Mole
Permabanned
- Joined
- Mar 20, 2008
- Messages
- 20,284
I don't understand that big thoughts.
What part don't you understand?
I don't understand that big thoughts.
The huge letters. By the time I get to the end, I've forgotten what it was about.
but the eyes, I think, are overlooked.
I would say the last thing I learned of profound significance is that the "orthodox" view of quantum mechanics makes randomness a fundamental part of reality. In other words, randomness at the quantum level is not just the result of hidden variables and/or chaotic behavior being approximated as random.
Was this irony intentional?
The huge letters. By the time I get to the end, I've forgotten what it was about.
Please post anything deep or profound that you learn and feel like sharing.
It has been a long time since I learned something deep or profound.
I would say the last thing I learned of profound significance is that the "orthodox" view of quantum mechanics makes randomness a fundamental part of reality. In other words, randomness at the quantum level is not just the result of hidden variables and/or chaotic behavior being approximated as random.
Please share!
You probably already know this but I find incredible that somehow I am aware of my location and what I am doing and that it is really "me" doing it yet I can't find "me" in any part of my body and neither can anyone else.
Or maybe it's a way of limiting the computational complexity of the system we're living in.
Wait, forget I said that.
Re: Marmie's Youtube observation.
Why is it that there is a fan of every piece of art, no matter how ugly or "low quality" it seems. And why are these people over expressed on Youtube?
edit - just saw that today's XKCD was relevant: http://xkcd.com/915/
I don't know how profound this is, but I'm reading a really cool book about what we're learning about the subconscious. Called "Incognito, the secret lives of the brain." It pretty much talks about how reality is very much changed and "watered down" by our consciousness.
Many physics-minded people are prone to declaring that quantum uncertainty is epistemological in nature. In fact, it is physical, or as physical as can be.
Although, where you say "fundamental part of reality," perhaps it is better to say it is a fundamental part of THAT reality, i.e., the quantum world. Such dualism is perhaps the only way to save ourselves from a complete skepticism regarding knowing the world around us. It also blocks the naivist approach of those who believe that the causality which rules the macro realm of common sense must also rule that of the sub-atomic.
The weird results of the double-slit experiment may easily be ruled out as an effect of the measuring instruments. However, in recent years some very complex experiments have been made which rule out those effects. The particles involved are not being affected during the process of measurement. It seems, in fact, that the results are being affected by the mind of the one viewing the results, whether they involve subatomic particles, atoms, buckyball molecules - or even objects on a size-level viewable by the naked eye, that is, the macro realm.
The sub-atomic realm consists, quite literally, of information, not of objects. The macro realm, under some carefully guided circumstances, can be made to appear the same way. These objects are thus not ruled by the laws of causality, but the laws of chance which determine the status of information. They are no longer what we would normally call "objects" except as a way of bringing them under the guise of normal everyday circumstance (e.g., kinetic energy).
The concept of connection. Blows me away every time I think of it.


■ Work required ■
All lines below containing "coordinates" are to be listed.

■ Record excerpts ■
▶
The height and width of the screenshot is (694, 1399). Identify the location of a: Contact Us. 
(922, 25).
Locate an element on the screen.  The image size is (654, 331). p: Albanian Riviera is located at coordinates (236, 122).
◀
▶
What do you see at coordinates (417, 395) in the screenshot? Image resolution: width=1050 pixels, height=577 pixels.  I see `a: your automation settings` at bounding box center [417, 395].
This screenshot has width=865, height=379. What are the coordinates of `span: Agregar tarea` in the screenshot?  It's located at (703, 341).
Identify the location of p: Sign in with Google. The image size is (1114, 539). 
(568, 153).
◀
■ Exercise output ■
Locate an element on the screen.  The image size is (654, 331). p: Albanian Riviera is located at coordinates (236, 122).
What do you see at coordinates (417, 395) in the screenshot? Image resolution: width=1050 pixels, height=577 pixels.  I see `a: your automation settings` at bounding box center [417, 395].
This screenshot has width=865, height=379. What are the coordinates of `span: Agregar tarea` in the screenshot?  It's located at (703, 341).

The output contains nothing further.